Housing Bubble Bloggers - All Hype, Little Truth
As I read the news today that the Stock Market had set yet another record, I was reminded of something Keith at Housing Panic said the last time the market took a dip at the end of February.
If you remember, the Dow had been on a tear and set a new record around 12,400. Then it dropped like a hot rock. The record was gone. It looked bad.
Keith warned -
YOU ONLY HAVE DAYS TO PREPARE.THE EPIC HOUSING CRASH IS UNDERWAY.THE GREAT UNWINDING IS HERE. THE BIGGEST BUBBLE, EL FINANCIAL MANIA GRANDE, IN HUMAN HISTORY HAS BEEN PIERCED.IT HATH BEEN FORETOLD.PEACE OUT. GOOD LUCK. FULL STOP.

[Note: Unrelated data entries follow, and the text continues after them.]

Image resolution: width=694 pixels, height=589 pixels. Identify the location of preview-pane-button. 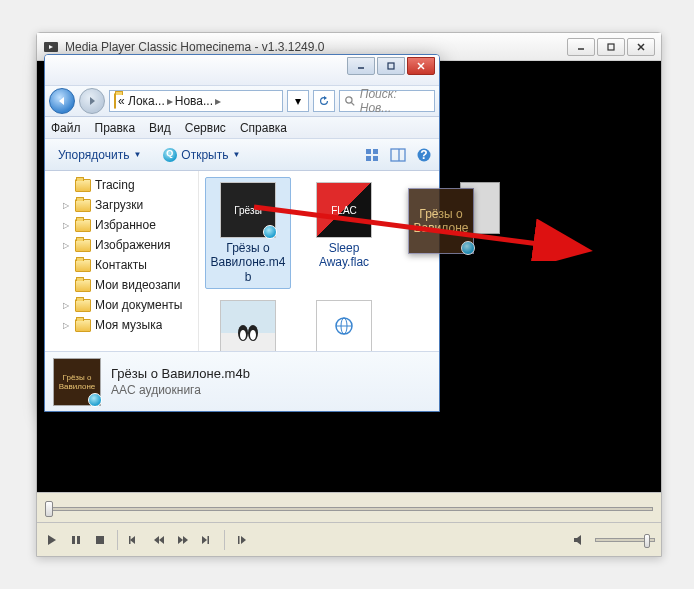
(398, 155).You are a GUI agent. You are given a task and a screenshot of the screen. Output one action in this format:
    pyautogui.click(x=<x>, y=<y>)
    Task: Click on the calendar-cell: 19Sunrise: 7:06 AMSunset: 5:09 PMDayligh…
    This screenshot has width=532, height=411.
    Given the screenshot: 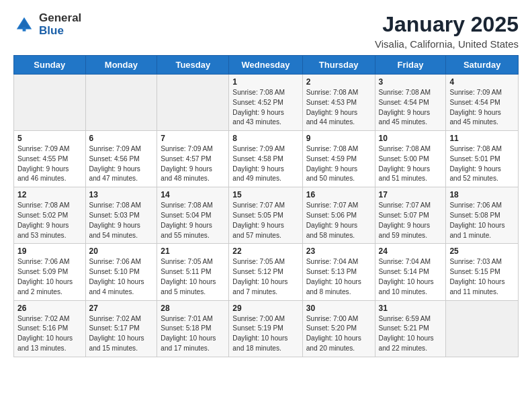 What is the action you would take?
    pyautogui.click(x=50, y=272)
    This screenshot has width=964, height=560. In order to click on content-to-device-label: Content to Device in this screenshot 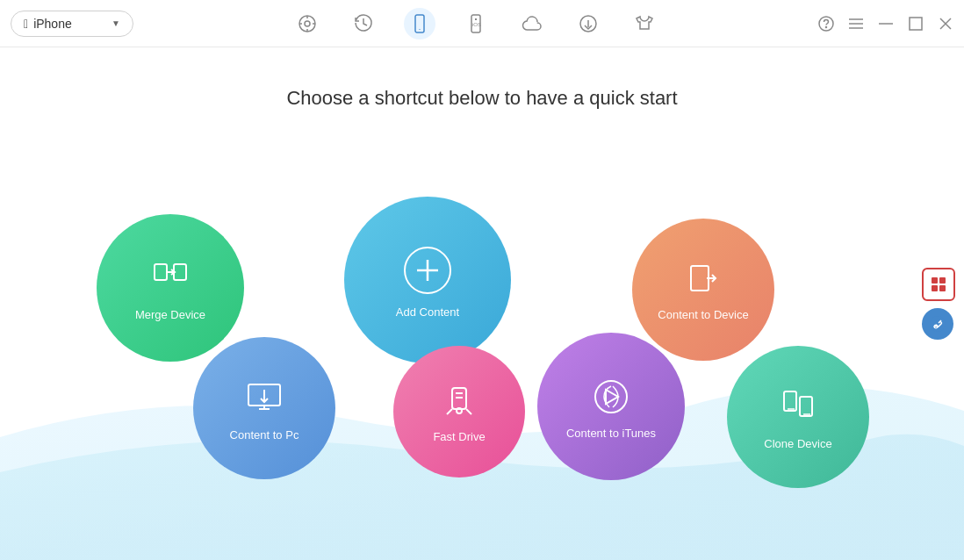, I will do `click(702, 314)`.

I hope many of you, not because of HP but because of reality, have made the moves in your lives to prepare not just for what’s happening, but for what is to come. The Dow could go back up 500 points tomorrow (it won’t), but that’s not the issue.
Keith preaches with such conviction that even I was beginning to believe. I was losing money in the market and Salt Lake is a real estate anomaly, only months away from joining the rest of the bubble markets in doom and gloom.

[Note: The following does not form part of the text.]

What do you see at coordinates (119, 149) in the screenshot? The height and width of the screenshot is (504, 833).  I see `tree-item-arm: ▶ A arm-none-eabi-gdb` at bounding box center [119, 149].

Fortunately, I read another article that said when the Dow takes big dips, history has shown it always recovers within five weeks. Sure enough, it did. Keith’s prophecy the Dow wouldn’t rebound 500 points in one day was correct, but in less than two months it has recovered over 1000 points.
We’re still on very confusing economic ground. Every positive economic report seems to have a negative counter balance. One thing I can assure you is we’re not facing an economic collapse in this country. We are going through a transition period and the indicators that used to be counted on can no longer be relied on. That’s not necessarily a bad thing.
Fed President Richard Fisher agrees.
“And yet I don’t think it will pose the kind of systemic risk that we are paid to worry about. And I do think there are offsetting forces that will continue to carry the economy forward, at a slower pace, but keeping us from slipping into recession,” he said.
Consider this weeks housing numbers. Existing home sales came out pretty poorly, but were counter balanced by not great, but not horrible numbers for new homes the next day. While the number of sales were down for new homes, prices stayed up, mostly propped by builder incentives. I suppose we’re at the point where if the choice is between a new house and an existing house and the price isn’t too different, it makes sense to buy a new home. (For what it’s worth, existing home concessions are reflected on the MLS and in comparables for appraisals. I.E. if a home sold for 200k, but had 10k in concessions, it can only be used as a comp for 190k. New homes are appraised differently.)
My point is housing isn’t what it used to be in the glory days, but we’re certainly not experiencing an economic crash. The stock market is up, jobs are doing well and economic gloom and doom prophets are just plain wrong.